REPORTER: Do you have any special knowledge of the categorisation of the whistle-blower rather than as someone who has broken the law?

BURKE: I have no special knowledge of the individual concerned. But I think as a result of this we have a lot of knowledge about Malcolm Turnbull. Malcolm Turnbull was wanting to make statements today about people's integrity being impugned. Be in no doubt here. The question of integrity is about the integrity of Malcolm Turnbull. Malcolm Turnbull made a name for himself talking about whistle-blowers. Malcolm Turnbull made a name for himself and actually also rested the leadership through a series of leaks that were coming that were all operating to his advantage while Tony Abbott was PM. We had leaks from the National Security Committee, we had leaks that were coming that were to the direct advantage of Malcolm Turnbull. He doesn't want to talk about any of that, but be in no doubt when a leak came out that humiliated Malcolm Turnbull everything unfolded very differently and that's a reflection on him.

REPORTER: If it’s as the AFP Police Commissioner Colvin said today that the offending by the leaker has been ongoing, are you suggesting the AFP should ignore that ongoing behaviour?

BURKE: The comment I'm making is not about the Australian Federal Police. Look at the question that Malcolm Turnbull and his ministers are still running a mile from.

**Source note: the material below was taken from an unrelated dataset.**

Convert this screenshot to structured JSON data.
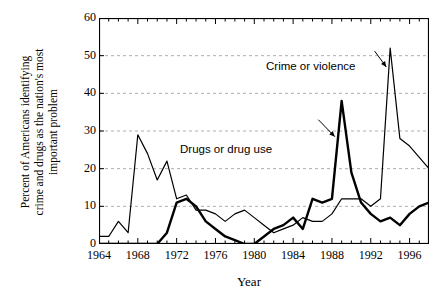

From the time that the leak first occurred, until the time that the NBN made their request of the Australian Federal Police to intervene, what conversations happened between the Government and NBN Co? What conversations happened there? What intervention happened through Malcolm Turnbull, his Minister or their officers? And any time a question remotely close to that happens, Malcolm Turnbull runs a mile. This goes to his integrity and that's exactly where this issue lands.

REPORTER: What do you make about the ongoing nature of the leak mentioned by the AFP? Presumably we don't have ongoing intervention by the Prime Minister saying: “have you raided the ALP yet?”

BURKE: Once an investigation is commenced, and if you're inviting me to make negative comments of police investigations, you're not about to hear it. What you will hear though is the process leading to it being requested that there be an AFP intervention here was extraordinary, extraordinary. When you think that we're talking about the difference between national security leaks either that advantage a putative Prime Minister or national security leaks that provide information about the Defence White Paper, compared to a leak that humiliates an individual, who wants to be and is now Prime Minister? Now, they are of a very different order. I don't know how many of those different examples resulted in referrals to the Australian Federal Police. I do know how many resulted in raids.